AMARILLO, Texas (AP) — A federal judge on Thursday temporarily barred the Biden administration from ending a Trump-era policy that required asylum seekers to wait in Mexico for hearings in U.S. immigration court.
U.S. District Judge Matthew Kacsmaryk of Texas suspended the settlement pending resolution of legal disputes in Texas and Missouri, but did not order the reinstatement of the policy. The impact on the program was not immediately clear.
“It is common sense policy to stop people from entering our country illegally,” Texas Gov. Greg Abbott tweeted after the ruling. “Texas wins again, for now.”
The decision comes as El Paso, Texas and other border cities face a daily influx of migrants that could increase if separate asylum restrictions enacted under President Donald Trump end next week as planned.
Thursday’s ruling could prove to be a temporary setback for the Biden administration, which can appeal.
The Department of Homeland Security said in a statement that it disagrees with the ruling and is considering next steps. He said it was within the government’s power to end the policy.
Under Trump, about 70,000 asylum seekers have been forced to wait in Mexico for US hearings under the policy introduced in January 2019. President Joe Biden – who said it “goes against everything we stand for as a nation of immigrants” – suspended the policy regarding his first day of office.
This triggered a long and winding legal and administrative process.
Kacsmaryk, a Trump appointee in Amarillo, ordered the policy reinstated in 2021. The Biden administration complied with the order after agreeing to changes and additions requested by Mexico. But he did not apply the policy widely, and only a few thousand people were sent back to wait in Mexico.
The US Supreme Court ruled 5-4 in June that Biden has the ability to end what are technically known as migrant protection protocols. But it brought back a key question for Kacsmaryk: whether the administration’s action was “arbitrary and capricious” and therefore violated federal regulatory law.
In his 35-page ruling, the judge said it was likely a memo from October 2021 that was the administration’s latest effort to end the policy’s termination appeared to violate the law.
Among other things, the administration failed to consider the policy’s benefits, including reducing illegal immigration and “meritless asylum applications,” the ruling said.
Trump has made the policy a centerpiece of border enforcement, which critics have called inhumane because it has exposed migrants to extreme violence in Mexico and made access to lawyers much more difficult.
Kacsmaryk said the Biden administration’s memo mentioned the conditions migrants may face in Mexico, but not the hardships they face “when they make the perilous journey to the southern border” in the first place.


- **WHAT YOU ARE ASKED TO DO**
Retype each record exactly; no pictures.

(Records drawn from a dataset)
------------------------------------------------

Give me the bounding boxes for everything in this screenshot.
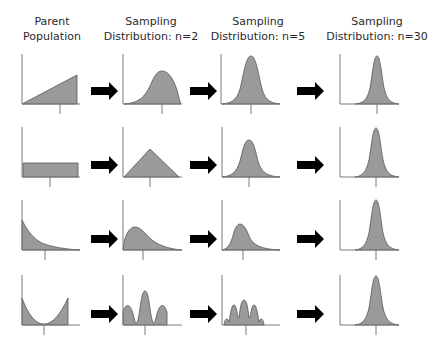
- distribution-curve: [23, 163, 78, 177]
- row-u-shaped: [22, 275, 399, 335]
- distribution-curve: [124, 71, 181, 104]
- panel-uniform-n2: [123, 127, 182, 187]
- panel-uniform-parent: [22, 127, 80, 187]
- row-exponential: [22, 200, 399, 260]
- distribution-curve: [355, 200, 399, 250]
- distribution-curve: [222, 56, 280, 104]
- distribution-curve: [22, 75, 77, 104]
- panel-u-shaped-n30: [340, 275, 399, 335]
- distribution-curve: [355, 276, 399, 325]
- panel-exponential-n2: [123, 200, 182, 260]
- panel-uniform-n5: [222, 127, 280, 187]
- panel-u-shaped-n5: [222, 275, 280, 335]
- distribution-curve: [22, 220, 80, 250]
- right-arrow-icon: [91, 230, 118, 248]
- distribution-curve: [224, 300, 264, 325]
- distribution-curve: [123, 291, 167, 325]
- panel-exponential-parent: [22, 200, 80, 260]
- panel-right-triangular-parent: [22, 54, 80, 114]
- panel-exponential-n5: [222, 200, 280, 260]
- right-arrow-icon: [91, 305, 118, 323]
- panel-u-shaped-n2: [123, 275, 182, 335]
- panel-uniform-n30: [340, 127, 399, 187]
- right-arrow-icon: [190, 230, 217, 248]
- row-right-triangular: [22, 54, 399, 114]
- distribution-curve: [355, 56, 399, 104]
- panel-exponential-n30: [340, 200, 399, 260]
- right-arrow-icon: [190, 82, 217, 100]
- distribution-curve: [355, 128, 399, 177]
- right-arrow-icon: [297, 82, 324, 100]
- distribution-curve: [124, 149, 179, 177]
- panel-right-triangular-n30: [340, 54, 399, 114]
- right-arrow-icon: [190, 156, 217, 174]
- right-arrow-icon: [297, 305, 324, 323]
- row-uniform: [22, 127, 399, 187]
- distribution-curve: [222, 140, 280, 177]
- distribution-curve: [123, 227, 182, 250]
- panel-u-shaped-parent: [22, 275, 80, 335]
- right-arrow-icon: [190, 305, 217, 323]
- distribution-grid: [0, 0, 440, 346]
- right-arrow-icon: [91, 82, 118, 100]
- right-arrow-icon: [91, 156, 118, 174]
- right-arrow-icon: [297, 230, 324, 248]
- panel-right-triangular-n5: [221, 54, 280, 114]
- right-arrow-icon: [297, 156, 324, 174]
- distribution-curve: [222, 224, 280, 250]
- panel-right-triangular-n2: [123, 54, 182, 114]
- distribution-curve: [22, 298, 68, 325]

------------------------------------------------

- **OUTPUT OF THE EXERCISE**
Give me the bounding boxes for everything in this screenshot.
- distribution-curve: [23, 163, 78, 177]
- row-u-shaped: [22, 275, 399, 335]
- distribution-curve: [124, 71, 181, 104]
- panel-uniform-n2: [123, 127, 182, 187]
- panel-uniform-parent: [22, 127, 80, 187]
- row-exponential: [22, 200, 399, 260]
- distribution-curve: [355, 200, 399, 250]
- distribution-curve: [222, 56, 280, 104]
- distribution-curve: [22, 75, 77, 104]
- panel-u-shaped-n30: [340, 275, 399, 335]
- distribution-curve: [355, 276, 399, 325]
- panel-exponential-n2: [123, 200, 182, 260]
- panel-uniform-n5: [222, 127, 280, 187]
- panel-u-shaped-n5: [222, 275, 280, 335]
- distribution-curve: [22, 220, 80, 250]
- right-arrow-icon: [91, 230, 118, 248]
- distribution-curve: [224, 300, 264, 325]
- distribution-curve: [123, 291, 167, 325]
- panel-exponential-parent: [22, 200, 80, 260]
- panel-right-triangular-parent: [22, 54, 80, 114]
- panel-exponential-n5: [222, 200, 280, 260]
- right-arrow-icon: [91, 305, 118, 323]
- panel-u-shaped-n2: [123, 275, 182, 335]
- panel-uniform-n30: [340, 127, 399, 187]
- right-arrow-icon: [190, 230, 217, 248]
- row-right-triangular: [22, 54, 399, 114]
- distribution-curve: [355, 56, 399, 104]
- panel-exponential-n30: [340, 200, 399, 260]
- right-arrow-icon: [190, 82, 217, 100]
- distribution-curve: [355, 128, 399, 177]
- right-arrow-icon: [297, 82, 324, 100]
- distribution-curve: [124, 149, 179, 177]
- panel-right-triangular-n30: [340, 54, 399, 114]
- right-arrow-icon: [190, 156, 217, 174]
- right-arrow-icon: [297, 305, 324, 323]
- row-uniform: [22, 127, 399, 187]
- distribution-curve: [222, 140, 280, 177]
- distribution-curve: [123, 227, 182, 250]
- panel-u-shaped-parent: [22, 275, 80, 335]
- right-arrow-icon: [190, 305, 217, 323]
- distribution-grid: [0, 0, 440, 346]
- right-arrow-icon: [91, 82, 118, 100]
- right-arrow-icon: [91, 156, 118, 174]
- right-arrow-icon: [297, 230, 324, 248]
- panel-right-triangular-n5: [221, 54, 280, 114]
- right-arrow-icon: [297, 156, 324, 174]
- distribution-curve: [222, 224, 280, 250]
- panel-right-triangular-n2: [123, 54, 182, 114]
- distribution-curve: [22, 298, 68, 325]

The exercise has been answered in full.